I spend most of my time supporting financial services clients in the strategic transformation and operational improvement in their approach to tax governance and risk management. This primarily involves the deployment of enterprise risk management, governance and operational risk tools and techniques as well as process, technology, data and people related improvements. More broadly, it involves working with clients as they undergo broader finance and tax function transformations, launch new products and enter new markets, manage tax authority relationships and compliance with tax governance regimes, as well as designing robust frameworks for preventing tax crime and delivering operational resilience across end-to-end processes.
I would be more willing to take controlled risks and move outside of my comfort zone when seeking career development opportunities. As I have progressed in my career, I have become more confident in doing so and have seen the benefits – which leaves me wondering what if I started earlier!

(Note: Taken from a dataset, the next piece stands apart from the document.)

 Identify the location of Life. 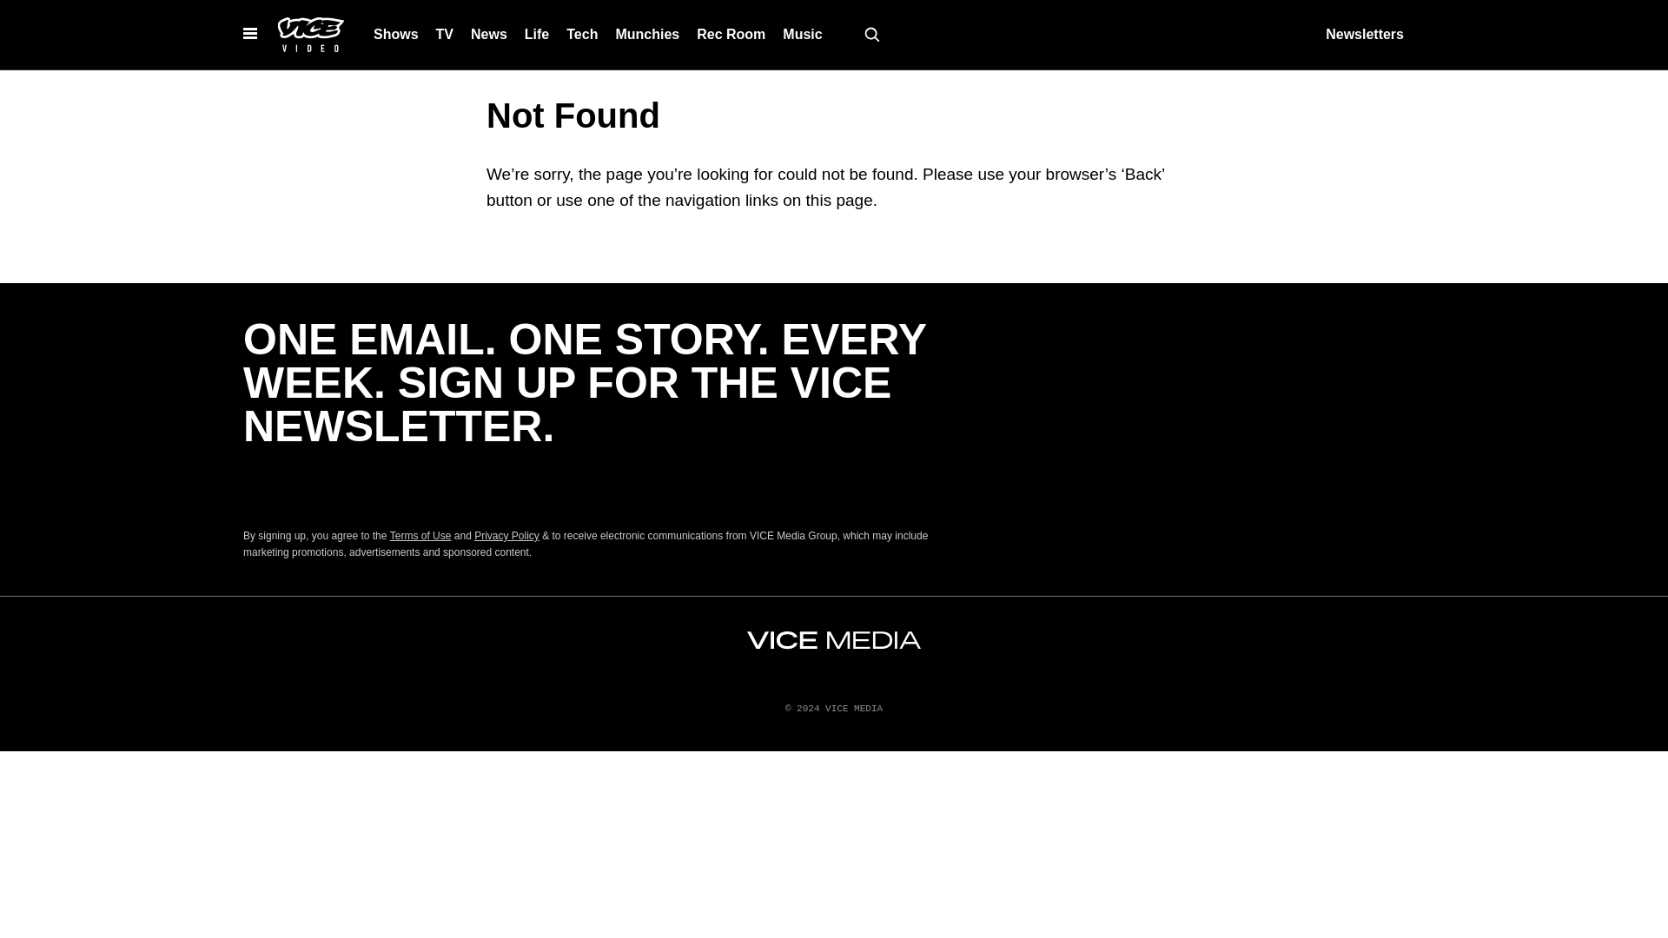
(536, 34).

The policing of aggressive tax avoidance and evasion is increasingly converging, with expectations of financial services market participants increasing. This stems from the important role that they are deemed to play as intermediaries in and ‘gatekeepers’ of the financial system.
This is evident from the emergence of new national regimes, such as the DNB (Dutch Central Bank), guidance on customer tax integrity, CSSF rules on tax fraud in Luxembourg and the consultation on a potential new criminal offence for promoters of tax avoidance announced in the UK Spring Budget to potentially sit alongside the existing CCO rules. In addition, the European Commission launched a call for evidence in respect of a potential EU Directive on tackling the role of enablers involved in facilitating tax evasion and aggressive tax planning in H2 2022 with a decision on whether to proceed being imminent.

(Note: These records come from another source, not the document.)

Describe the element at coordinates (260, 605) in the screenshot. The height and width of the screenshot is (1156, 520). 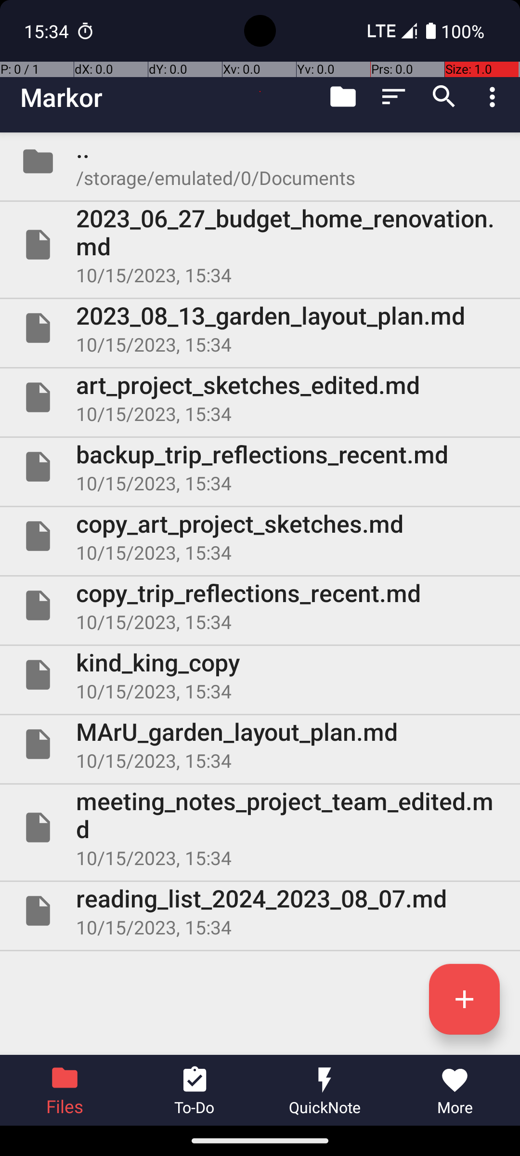
I see `File copy_trip_reflections_recent.md ` at that location.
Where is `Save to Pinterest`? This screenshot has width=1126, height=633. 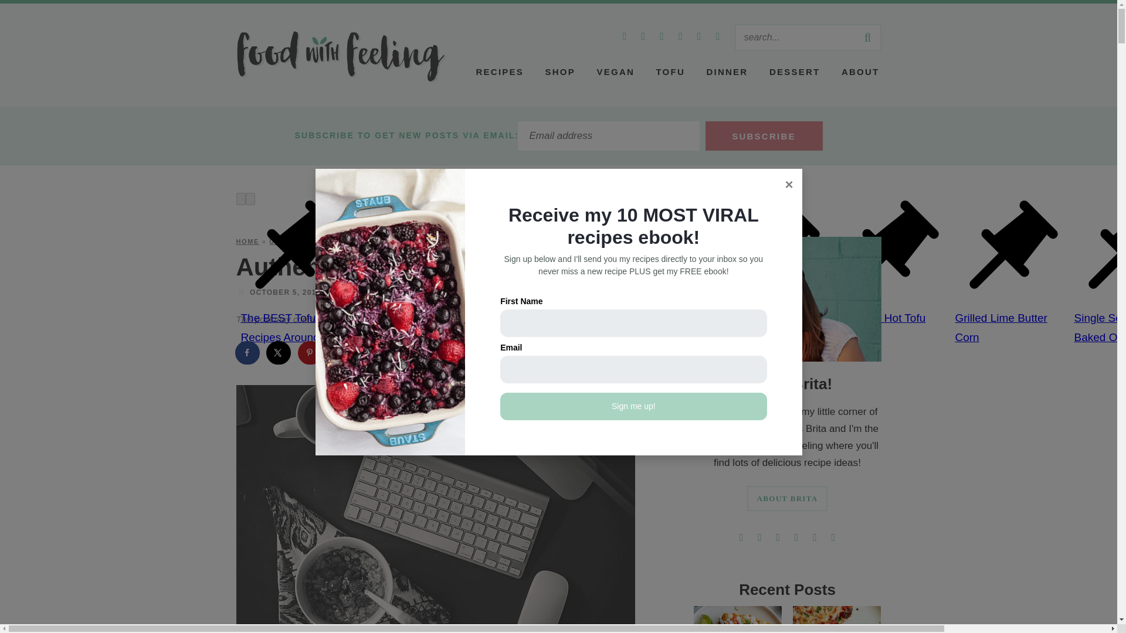
Save to Pinterest is located at coordinates (311, 353).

Financial institutions will need to consider their wider operating model in respect of how they manage financial crime and tax risk more generally to ensure they address this convergence in as effective and efficient a manner as possible.
It is probably the age-old problem that most tax related risks arise outside of the tax function in the broader end to end processes and systems that flow into and impact clients’ tax compliance and reporting processes – a point which is frequently not fully appreciated by non-tax stakeholders. Given the specialist nature of tax risk, collaboration between the tax function, market facing businesses and functions such as finance, operations, compliance and HR is vital. These areas need to ensure that all business activity with the potential to give rise to tax risk is brought to the attention of the tax function for review and assessment. In addition, they need to make sure that tax impacting operational and business processes for which those areas outside of tax are responsible for are operated in line with the control framework, policies and standards issued by the tax function.
I am a passionate rugby union fan and avid supporter of the Ireland and Munster rugby union teams. This year I have been really lucky to be able to attend all five of Ireland’s Six Nations matches culminating in seeing them beat England on St Patrick’s weekend to win the Six Nations Grand Slam – the first time this has been completed in Dublin.